Like Artis, Carter had seen the “Mystery Witness” headline in the newspaper but hadn’t given it a second thought, and he didn’t connect the headline to Artis’s arrest. Carter, distrustful of the police, feared for Artis’s safety, so he got into his Eldorado and drove to police headquarters to check up on the young man. As he neared the station, he put his foot on the brake; then, out of nowhere, detectives on foot and in unmarked cars swarmed around his car.
“Don’t move! Put your hands on the wheel! Don’t move!”
Here we go again , was all Carter could think. But this police encounter proved to be much more harrowing than his June confrontation. His hands were quickly cuffed behind his back, and he was shoved into the back seat of an unmarked detective’s car. According to Carter, the officers did not tell him why they had stopped him or what he was being charged with. Instead, with detectives on either side of him, the car doors slammed shut and the vehicle sped away, followed by several other unmarked cars.

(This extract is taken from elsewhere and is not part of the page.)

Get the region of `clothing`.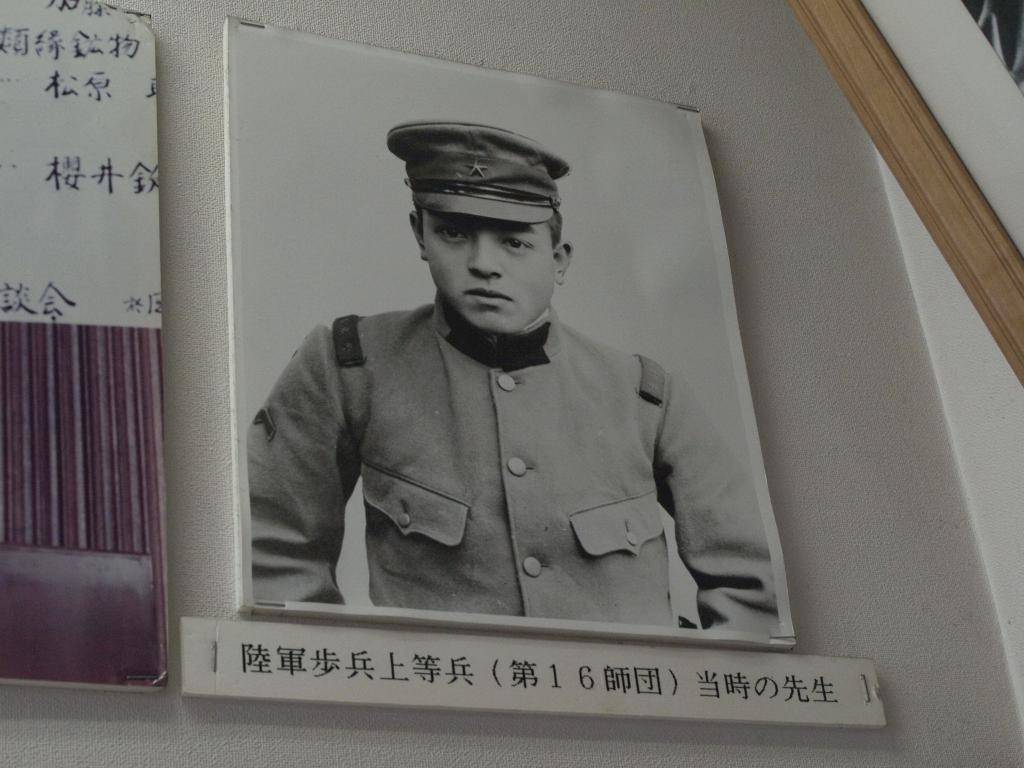
select_region(245, 255, 749, 636).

Carter had no idea where they were going, or why. Soon the caravan headed up Garrett Mountain, cruising past the evergreens and maple trees. Even at night Carter knew the winding roads because he often rode his horse on the mountain. The motorcade finally came to a stop along a dark road, and there they sat. Detectives holding their shotguns milled around, and Carter heard the crackling of the car radios and officers speaking in code. They did not ask him any questions. Damn! They’re going to kill me . They sat for at least an hour, then Carter heard on the car radio: “Okay, bring him in.” He always assumed that someone had talked the detectives out of shooting him.

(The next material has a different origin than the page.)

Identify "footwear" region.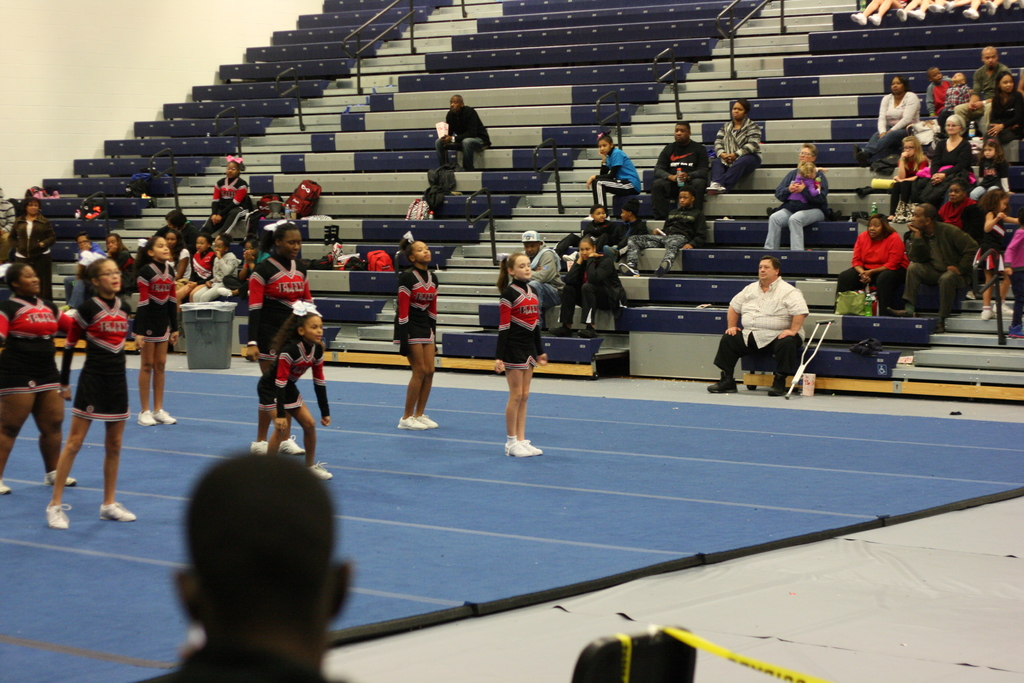
Region: (618, 260, 639, 280).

At headquarters, Carter was met by Lieutenant DeSimone and by Assistant County Prosecutor Vincent E. Hull. It was Hull who spoke: “We are arresting you for the murders of the Lafayette bar shooting. You have the right to remain silent …” The time was 2:45 A.M. Unknown to Carter, Artis had also been taken to Garrett Mountain, held for more than an hour, then returned to headquarters and arrested for the murders. The Evening News said the arrests “capped a cloak-and-dagger maneuver masterminded by Mayor Graves,” who grandly praised his police department: “Our young, aggressive, hard-working department brought [the case] to its present conclusion.”